Posted on • Originally published at rapid.aivgg.com

Generate invoice PDFs from JSON in one API call — no headless Chrome to babysit

Every billing feature eventually hits the same wall: "now turn this order into a PDF the customer can download."

The usual options all have a tax:

  • Headless Chrome / Puppeteer — you now run and patch a browser in production. Memory spikes, zombie processes, font issues in Docker.
  • wkhtmltopdf — unmaintained, CSS from 2015.
  • A LaTeX/HTML template engine — you own the templates, the rendering, and every edge case forever.

For a feature that's supposed to be a side-quest, that's a lot of infrastructure.

I got tired of re-solving this on every project, so I built DocForge — a stateless HTTP API. You POST structured JSON, you get back PDF bytes.
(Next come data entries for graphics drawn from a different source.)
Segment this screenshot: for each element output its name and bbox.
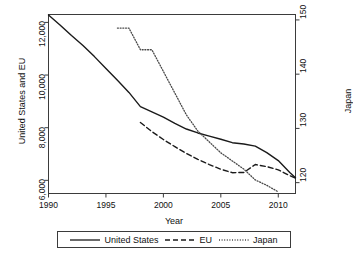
x-axis-ticks: [49, 194, 279, 198]
y-axis-left-title: United States and EU: [17, 31, 27, 171]
legend-item: United States: [70, 235, 158, 245]
series-line-japan: [117, 28, 278, 192]
y-tick-label-left: 10,000: [37, 74, 47, 114]
x-tick-label: 1990: [29, 200, 69, 210]
x-tick-label: 2005: [201, 200, 241, 210]
plot-frame: [49, 15, 296, 194]
legend-line-dashed: [165, 236, 195, 244]
y-tick-label-right: 150: [298, 0, 308, 19]
legend-label-japan: Japan: [253, 235, 278, 245]
y-tick-label-left: 12,000: [37, 21, 47, 61]
x-tick-label: 2010: [258, 200, 298, 210]
series-lines: [49, 15, 296, 192]
legend-line-dotted: [219, 236, 249, 244]
legend-label-eu: EU: [199, 235, 212, 245]
legend-label-united-states: United States: [104, 235, 158, 245]
series-line-united-states: [49, 15, 296, 178]
x-tick-label: 1995: [86, 200, 126, 210]
y-tick-label-right: 120: [298, 152, 308, 182]
x-axis-title: Year: [0, 216, 348, 226]
x-tick-label: 2000: [143, 200, 183, 210]
legend-item: EU: [165, 235, 212, 245]
y-tick-label-left: 8,000: [37, 127, 47, 167]
y-axis-right-title: Japan: [343, 41, 353, 161]
y-tick-label-right: 140: [298, 43, 308, 73]
legend-item: Japan: [219, 235, 278, 245]
y-tick-label-right: 130: [298, 97, 308, 127]
legend-line-solid: [70, 236, 100, 244]
chart-legend: United States EU Japan: [57, 231, 291, 248]
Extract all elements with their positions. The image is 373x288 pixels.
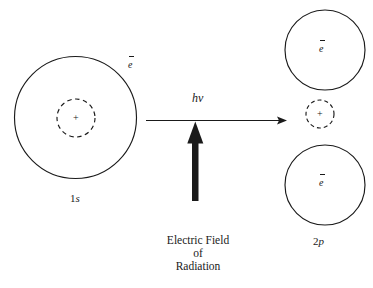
photon-label-nu: ν	[198, 91, 203, 105]
right-lower-electron-symbol: e	[319, 177, 323, 188]
right-nucleus-plus-sign: +	[317, 109, 323, 119]
right-upper-electron-label: e	[319, 44, 323, 54]
photon-energy-label: hν	[192, 92, 203, 104]
right-2p-upper-lobe-circle	[285, 10, 365, 90]
right-orbital-label-letter: p	[319, 235, 325, 247]
right-orbital-label: 2p	[313, 236, 324, 247]
right-2p-lower-lobe-circle	[285, 145, 365, 225]
caption-line-2: of	[138, 247, 258, 260]
caption-line-3: Radiation	[138, 260, 258, 273]
photon-transition-arrow	[146, 117, 287, 125]
caption-line-1: Electric Field	[138, 234, 258, 247]
electric-field-arrow	[187, 122, 203, 202]
right-lower-electron-label: e	[319, 178, 323, 188]
left-orbital-label-letter: s	[76, 192, 80, 204]
left-electron-symbol: e	[128, 59, 132, 70]
left-orbital-label: 1s	[70, 193, 80, 204]
left-nucleus-plus-sign: +	[73, 113, 79, 123]
electric-field-caption: Electric Field of Radiation	[138, 234, 258, 273]
right-upper-electron-symbol: e	[319, 43, 323, 54]
left-electron-label: e	[128, 60, 132, 70]
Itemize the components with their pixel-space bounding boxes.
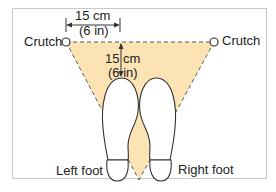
- horizontal-measure-in: (6 in): [79, 23, 109, 38]
- crutch-right-label: Crutch: [222, 33, 260, 48]
- crutch-left-tip-icon: [62, 38, 70, 46]
- right-foot-label: Right foot: [178, 162, 234, 177]
- vertical-measure-in: (6 in): [108, 65, 138, 80]
- crutch-left-label: Crutch: [24, 34, 62, 49]
- crutch-diagram: 15 cm (6 in) Crutch Crutch 15 cm (6 in) …: [0, 0, 276, 192]
- crutch-right-tip-icon: [210, 38, 218, 46]
- horizontal-measure-cm: 15 cm: [75, 8, 110, 23]
- vertical-measure-cm: 15 cm: [105, 51, 140, 66]
- left-foot-label: Left foot: [56, 163, 103, 178]
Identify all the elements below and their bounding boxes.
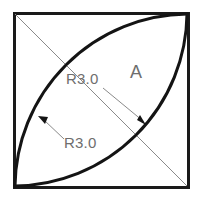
arrowhead-upper-icon: [137, 115, 146, 125]
diagonal-construction-line: [15, 14, 187, 186]
radius-label-lower: R3.0: [64, 134, 97, 151]
zone-label-a: A: [130, 62, 142, 82]
drawing-svg: A R3.0 R3.0: [0, 0, 202, 202]
leader-line-upper: [103, 88, 143, 121]
technical-drawing-canvas: A R3.0 R3.0: [0, 0, 202, 202]
leader-line-lower: [44, 120, 64, 139]
radius-label-upper: R3.0: [66, 70, 99, 87]
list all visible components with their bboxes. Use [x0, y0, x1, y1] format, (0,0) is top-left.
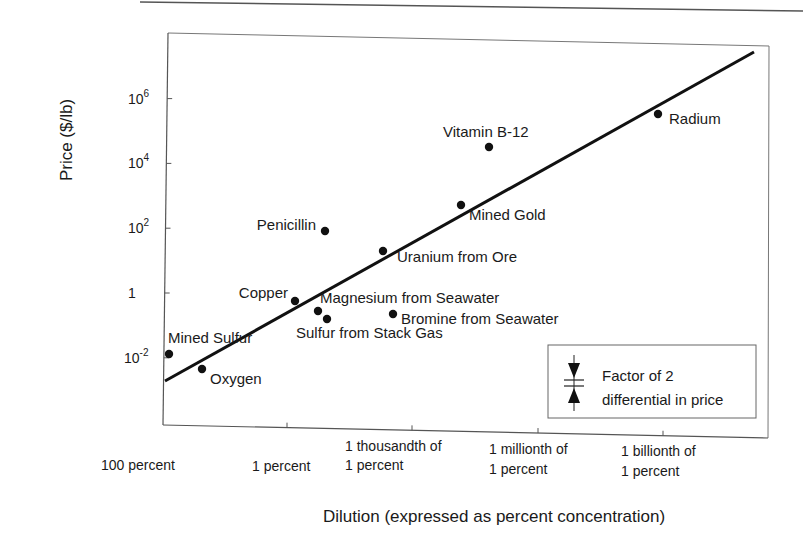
x-axis [163, 425, 768, 438]
x-tick-label-line2: 1 percent [252, 458, 310, 474]
point-marker [165, 350, 173, 358]
point-label: Oxygen [210, 370, 262, 387]
data-point-uranium-from-ore: Uranium from Ore [379, 247, 517, 265]
x-axis-ticks: 100 percent1 percent1 thousandth of1 per… [101, 423, 696, 479]
legend: Factor of 2 differential in price [548, 345, 756, 418]
x-axis-title: Dilution (expressed as percent concentra… [323, 507, 665, 526]
point-marker [379, 247, 387, 255]
y-tick-label: 106 [128, 88, 150, 107]
x-tick-label-line1: 1 thousandth of [345, 438, 442, 454]
point-label: Uranium from Ore [397, 248, 517, 265]
point-marker [291, 297, 299, 305]
x-tick-label-line2: 1 percent [621, 463, 679, 479]
point-marker [654, 110, 662, 118]
data-point-penicillin: Penicillin [257, 216, 329, 235]
point-marker [323, 315, 331, 323]
point-label: Vitamin B-12 [443, 123, 529, 140]
data-point-bromine-from-seawater: Bromine from Seawater [389, 310, 559, 327]
point-marker [198, 365, 206, 373]
data-point-radium: Radium [654, 110, 721, 127]
data-point-mined-gold: Mined Gold [457, 201, 546, 223]
y-tick-label: 1 [128, 285, 136, 301]
point-label: Magnesium from Seawater [320, 289, 499, 306]
y-axis [163, 33, 168, 425]
point-label: Radium [669, 110, 721, 127]
x-tick-label-line1: 1 millionth of [489, 441, 568, 457]
point-marker [457, 201, 465, 209]
trend-line [165, 52, 754, 381]
point-label: Mined Gold [469, 206, 546, 223]
point-marker [389, 310, 397, 318]
page-top-rule [140, 2, 803, 11]
x-tick-label-line2: 1 percent [345, 457, 403, 473]
point-label: Mined Sulfur [168, 329, 252, 346]
data-point-mined-sulfur: Mined Sulfur [165, 329, 252, 358]
data-point-vitamin-b-12: Vitamin B-12 [443, 123, 529, 151]
x-tick-label-line1: 1 billionth of [621, 443, 696, 459]
data-point-copper: Copper [239, 284, 299, 305]
x-tick-label-line2: 1 percent [489, 461, 547, 477]
data-point-oxygen: Oxygen [198, 365, 262, 387]
chart-svg: 106104102110-2 100 percent1 percent1 tho… [0, 0, 807, 533]
point-marker [485, 143, 493, 151]
point-marker [314, 307, 322, 315]
y-tick-label: 10-2 [124, 347, 149, 366]
point-marker [321, 227, 329, 235]
point-label: Copper [239, 284, 288, 301]
legend-line-1: Factor of 2 [602, 367, 674, 384]
point-label: Penicillin [257, 216, 316, 233]
y-tick-label: 104 [128, 152, 150, 171]
y-tick-label: 102 [128, 217, 150, 236]
legend-line-2: differential in price [602, 391, 723, 408]
point-label: Bromine from Seawater [401, 310, 559, 327]
y-axis-title: Price ($/lb) [57, 99, 76, 181]
x-tick-label-line2: 100 percent [101, 457, 175, 473]
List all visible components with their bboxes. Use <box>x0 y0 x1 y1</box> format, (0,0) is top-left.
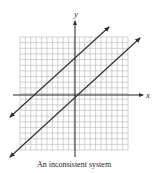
coordinate-graph: x y An inconsistent system <box>0 0 158 173</box>
y-axis-label: y <box>73 9 78 19</box>
figure-caption: An inconsistent system <box>37 160 112 169</box>
upper-line <box>10 27 109 117</box>
x-axis-label: x <box>145 90 150 100</box>
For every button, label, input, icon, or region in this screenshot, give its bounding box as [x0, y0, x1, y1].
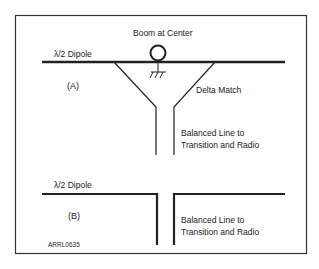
boom-label: Boom at Center: [133, 28, 193, 38]
panel-tag-a: (A): [67, 81, 79, 91]
dipole-label-b: λ/2 Dipole: [54, 180, 92, 190]
feed-label-a-line2: Transition and Radio: [181, 140, 259, 150]
delta-match-left-leg: [114, 62, 156, 155]
delta-match-label: Delta Match: [196, 85, 242, 95]
panel-a: λ/2 Dipole Boom at Center (A) Delta Matc…: [42, 28, 285, 155]
dipole-label-a: λ/2 Dipole: [54, 49, 92, 59]
panel-tag-b: (B): [68, 211, 80, 221]
panel-b: λ/2 Dipole (B) Balanced Line to Transiti…: [42, 180, 285, 245]
feed-label-a-line1: Balanced Line to: [181, 128, 245, 138]
feed-label-b-line1: Balanced Line to: [181, 215, 245, 225]
dipole-element-b-left: [42, 194, 157, 245]
delta-match-diagram: λ/2 Dipole Boom at Center (A) Delta Matc…: [0, 0, 319, 269]
figure-id: ARRL0635: [48, 241, 80, 248]
boom-icon: [151, 46, 166, 61]
feed-label-b-line2: Transition and Radio: [181, 227, 259, 237]
ground-icon: [150, 62, 166, 78]
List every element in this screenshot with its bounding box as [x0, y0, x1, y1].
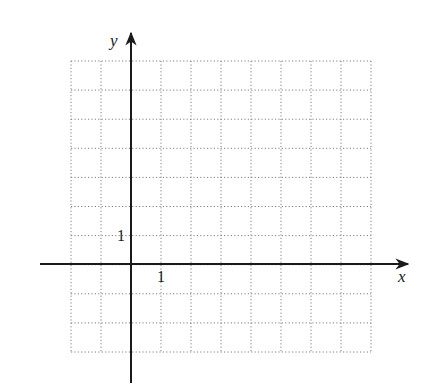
y-axis-label: y [108, 31, 118, 50]
x-axis-label: x [397, 267, 406, 286]
coordinate-grid: y x 1 1 [0, 0, 438, 392]
x-unit-tick-label: 1 [157, 268, 165, 285]
dotted-grid [71, 61, 371, 352]
y-unit-tick-label: 1 [117, 227, 125, 244]
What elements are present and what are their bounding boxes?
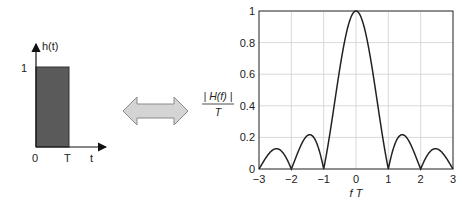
ylabel-numerator: | H(f) | [204, 90, 233, 102]
x-tick-label: 3 [450, 173, 456, 185]
x-tick-label: 0 [353, 173, 359, 185]
double-arrow-icon [123, 97, 188, 125]
x-tick-label: −1 [317, 173, 330, 185]
y-tick-label: 1 [249, 5, 255, 17]
x-tick-label: 2 [418, 173, 424, 185]
freq-ylabel: | H(f) | T [202, 90, 234, 118]
x-tick-label: −2 [285, 173, 298, 185]
y-tick-label: 0.4 [240, 100, 255, 112]
x-axis-label: t [90, 152, 93, 164]
y-tick-labels: 00.20.40.60.81 [240, 5, 255, 175]
y-tick-1: 1 [21, 62, 27, 74]
y-tick-label: 0.8 [240, 37, 255, 49]
ylabel-denominator: T [215, 106, 223, 118]
grid-lines [259, 11, 453, 169]
y-axis-label: h(t) [42, 40, 59, 52]
sinc-chart: 00.20.40.60.81 −3−2−10123 f T [240, 5, 456, 199]
x-tick-0: 0 [32, 152, 38, 164]
rect-pulse [36, 67, 69, 147]
x-axis-label: f T [350, 187, 364, 199]
figure-canvas: h(t) 1 0 T t | H(f) | T 00.20.40.60.81 −… [0, 0, 475, 210]
x-tick-T: T [64, 152, 71, 164]
y-tick-label: 0.2 [240, 131, 255, 143]
time-domain-plot: h(t) 1 0 T t [21, 40, 106, 164]
x-tick-label: 1 [385, 173, 391, 185]
y-tick-label: 0.6 [240, 68, 255, 80]
x-tick-label: −3 [253, 173, 266, 185]
x-tick-labels: −3−2−10123 [253, 173, 456, 185]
That's the whole integration.

The one call

import requests

resp = requests.post(
    "https://pdf44.p.rapidapi.com/v1/documents/invoice",
    headers={
        "content-type": "application/json",
        "X-RapidAPI-Key": "YOUR_RAPIDAPI_KEY",
        "X-RapidAPI-Host": "pdf44.p.rapidapi.com",
    },
    json={
        "invoice_number": "2026-0001",
        "issue_date": "2026-06-17",
        "currency": "USD",
        "seller": {"name": "Rapid Labs", "email": "billing@rapidlabs.dev"},
        "client": {"name": "Acme Inc."},
        "items": [
            {"description": "Pro plan (annual)", "quantity": 1, "unit_price": 590.0},
            {"description": "Onboarding", "quantity": 2, "unit_price": 75.0},
        ],
        "tax_rate": 8.5,
    },
)
resp.raise_for_status()
open("invoice.pdf", "wb").write(resp.content)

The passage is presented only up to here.